Periodic Reporting for period 1 - ProPriM (Provable Privacy for Metadata)
Reporting period: 2023-08-01 to 2025-07-31
Our goal is to design new solutions, called network protocols, to guarantee that metadata is protected during transit. An added challenge of designing these protocols is that they need to be efficient enough for anyone to use—it would be unacceptable to use a protocol that will immediately drain your phone’s battery, and it would also not be acceptable if for example a website took several minutes to load. As a consequence, protocols need to be designed with a suitable trade-off between the protection they offer, and the performance they offer.
To reason about the privacy of our DenIM protocol, we have formally proved that DenIM maintains privacy against a potential attacker both able to listen to network communication and actively communicate with users.
Our results include the protocol itself, and we also introduce a new technique to prove security for metadata private protocols. These techniques have previously been used in the domain of programming languages and information flow, but have not been used to reason about metadata privacy in network protocols. The next step is to further the understanding of how generalizable our technique is: can we use it to prove security for any metadata private protocol? Additionally, the DenIM protocol itself has the potential to be impactful for instant messaging platforms, if they decide to offer metadata privacy to their users.
Another insight from designing DenIM is that it is not enough to protect communication on the network layer. Essentially, the communication is merely a symptom of a user’s interaction with an app, the real source of the communication is the user’s behavior. In other words, what we really want to achieve is privacy by hiding a user’s behavior. Our technical insight is that in order to treat the source rather than the symptoms, protocols need to be designed such that they are aware of a user’s behavior—otherwise the protocol cannot determine which information needs to be protected. The next step in this direction is inevitable to design more tailored protocols for metadata privacy, such that all internet communication is possible to hide.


:: PROBLEM DESCRIPTION ::
Copy every line below exactly.

Top of RECORDS SUPPLIED

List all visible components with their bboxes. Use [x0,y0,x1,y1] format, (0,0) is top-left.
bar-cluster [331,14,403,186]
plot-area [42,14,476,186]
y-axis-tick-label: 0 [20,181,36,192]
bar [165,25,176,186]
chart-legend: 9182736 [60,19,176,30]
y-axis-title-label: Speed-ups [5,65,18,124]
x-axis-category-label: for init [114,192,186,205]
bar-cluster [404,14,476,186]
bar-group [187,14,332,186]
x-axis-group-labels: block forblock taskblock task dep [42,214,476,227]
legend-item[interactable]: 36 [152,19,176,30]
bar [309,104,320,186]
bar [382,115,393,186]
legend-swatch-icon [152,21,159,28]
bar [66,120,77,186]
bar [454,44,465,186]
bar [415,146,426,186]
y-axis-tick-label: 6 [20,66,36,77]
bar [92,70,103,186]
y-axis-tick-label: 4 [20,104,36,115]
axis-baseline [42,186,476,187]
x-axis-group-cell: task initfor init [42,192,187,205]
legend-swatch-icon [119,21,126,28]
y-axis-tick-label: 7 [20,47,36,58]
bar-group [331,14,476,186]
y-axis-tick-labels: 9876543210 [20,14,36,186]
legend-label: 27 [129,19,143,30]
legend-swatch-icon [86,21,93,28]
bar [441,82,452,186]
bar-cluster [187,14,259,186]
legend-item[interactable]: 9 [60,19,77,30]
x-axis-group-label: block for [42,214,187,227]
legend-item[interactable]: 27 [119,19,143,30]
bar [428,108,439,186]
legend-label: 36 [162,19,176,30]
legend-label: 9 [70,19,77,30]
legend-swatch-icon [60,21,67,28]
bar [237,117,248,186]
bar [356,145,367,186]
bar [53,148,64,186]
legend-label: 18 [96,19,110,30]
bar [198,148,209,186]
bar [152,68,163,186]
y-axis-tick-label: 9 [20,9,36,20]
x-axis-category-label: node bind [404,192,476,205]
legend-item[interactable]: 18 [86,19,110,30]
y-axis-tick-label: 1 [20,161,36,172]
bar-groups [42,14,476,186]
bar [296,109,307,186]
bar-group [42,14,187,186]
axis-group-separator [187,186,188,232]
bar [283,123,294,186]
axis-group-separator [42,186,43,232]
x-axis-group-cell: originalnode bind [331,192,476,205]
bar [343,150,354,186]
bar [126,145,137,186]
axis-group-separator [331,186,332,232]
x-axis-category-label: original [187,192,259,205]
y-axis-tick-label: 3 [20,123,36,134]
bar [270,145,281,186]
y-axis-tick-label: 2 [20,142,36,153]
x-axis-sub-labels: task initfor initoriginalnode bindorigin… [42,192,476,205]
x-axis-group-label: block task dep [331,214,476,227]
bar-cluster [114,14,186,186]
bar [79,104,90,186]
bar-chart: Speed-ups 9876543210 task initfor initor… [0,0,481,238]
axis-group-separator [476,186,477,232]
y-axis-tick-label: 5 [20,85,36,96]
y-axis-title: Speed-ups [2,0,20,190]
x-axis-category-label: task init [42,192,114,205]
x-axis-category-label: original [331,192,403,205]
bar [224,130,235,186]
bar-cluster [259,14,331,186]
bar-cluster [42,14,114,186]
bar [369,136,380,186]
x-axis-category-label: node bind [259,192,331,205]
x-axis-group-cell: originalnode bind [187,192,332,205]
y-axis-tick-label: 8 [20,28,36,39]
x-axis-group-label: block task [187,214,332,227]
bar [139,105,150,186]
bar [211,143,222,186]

Bottom of RECORDS SUPPLIED

:: TASK RESPONSE ::
List all visible components with their bboxes. Use [x0,y0,x1,y1] format, (0,0) is top-left.
bar-cluster [331,14,403,186]
plot-area [42,14,476,186]
y-axis-tick-label: 0 [20,181,36,192]
bar [165,25,176,186]
chart-legend: 9182736 [60,19,176,30]
y-axis-title-label: Speed-ups [5,65,18,124]
x-axis-category-label: for init [114,192,186,205]
bar-cluster [404,14,476,186]
bar-group [187,14,332,186]
x-axis-group-labels: block forblock taskblock task dep [42,214,476,227]
legend-item[interactable]: 36 [152,19,176,30]
bar [309,104,320,186]
bar [382,115,393,186]
legend-swatch-icon [152,21,159,28]
bar [66,120,77,186]
bar [454,44,465,186]
bar [415,146,426,186]
y-axis-tick-label: 6 [20,66,36,77]
bar [92,70,103,186]
y-axis-tick-label: 4 [20,104,36,115]
axis-baseline [42,186,476,187]
x-axis-group-cell: task initfor init [42,192,187,205]
legend-swatch-icon [119,21,126,28]
y-axis-tick-label: 7 [20,47,36,58]
bar-group [331,14,476,186]
y-axis-tick-labels: 9876543210 [20,14,36,186]
legend-label: 27 [129,19,143,30]
legend-swatch-icon [86,21,93,28]
bar [441,82,452,186]
bar-cluster [187,14,259,186]
legend-item[interactable]: 9 [60,19,77,30]
x-axis-group-label: block for [42,214,187,227]
legend-item[interactable]: 27 [119,19,143,30]
bar [428,108,439,186]
legend-label: 36 [162,19,176,30]
legend-label: 9 [70,19,77,30]
legend-swatch-icon [60,21,67,28]
bar [237,117,248,186]
bar [356,145,367,186]
bar [53,148,64,186]
legend-label: 18 [96,19,110,30]
bar [198,148,209,186]
bar [152,68,163,186]
y-axis-tick-label: 9 [20,9,36,20]
x-axis-category-label: node bind [404,192,476,205]
legend-item[interactable]: 18 [86,19,110,30]
y-axis-tick-label: 1 [20,161,36,172]
bar-groups [42,14,476,186]
bar [296,109,307,186]
bar-group [42,14,187,186]
axis-group-separator [187,186,188,232]
bar [283,123,294,186]
axis-group-separator [42,186,43,232]
x-axis-group-cell: originalnode bind [331,192,476,205]
bar [343,150,354,186]
bar [126,145,137,186]
axis-group-separator [331,186,332,232]
x-axis-category-label: original [187,192,259,205]
y-axis-tick-label: 3 [20,123,36,134]
bar [270,145,281,186]
y-axis-tick-label: 2 [20,142,36,153]
x-axis-sub-labels: task initfor initoriginalnode bindorigin… [42,192,476,205]
x-axis-group-label: block task dep [331,214,476,227]
bar-cluster [114,14,186,186]
bar [79,104,90,186]
bar-chart: Speed-ups 9876543210 task initfor initor… [0,0,481,238]
axis-group-separator [476,186,477,232]
y-axis-tick-label: 5 [20,85,36,96]
y-axis-title: Speed-ups [2,0,20,190]
x-axis-category-label: task init [42,192,114,205]
x-axis-category-label: original [331,192,403,205]
bar [224,130,235,186]
bar-cluster [259,14,331,186]
bar-cluster [42,14,114,186]
bar [369,136,380,186]
x-axis-category-label: node bind [259,192,331,205]
x-axis-group-cell: originalnode bind [187,192,332,205]
y-axis-tick-label: 8 [20,28,36,39]
x-axis-group-label: block task [187,214,332,227]
bar [139,105,150,186]
bar [211,143,222,186]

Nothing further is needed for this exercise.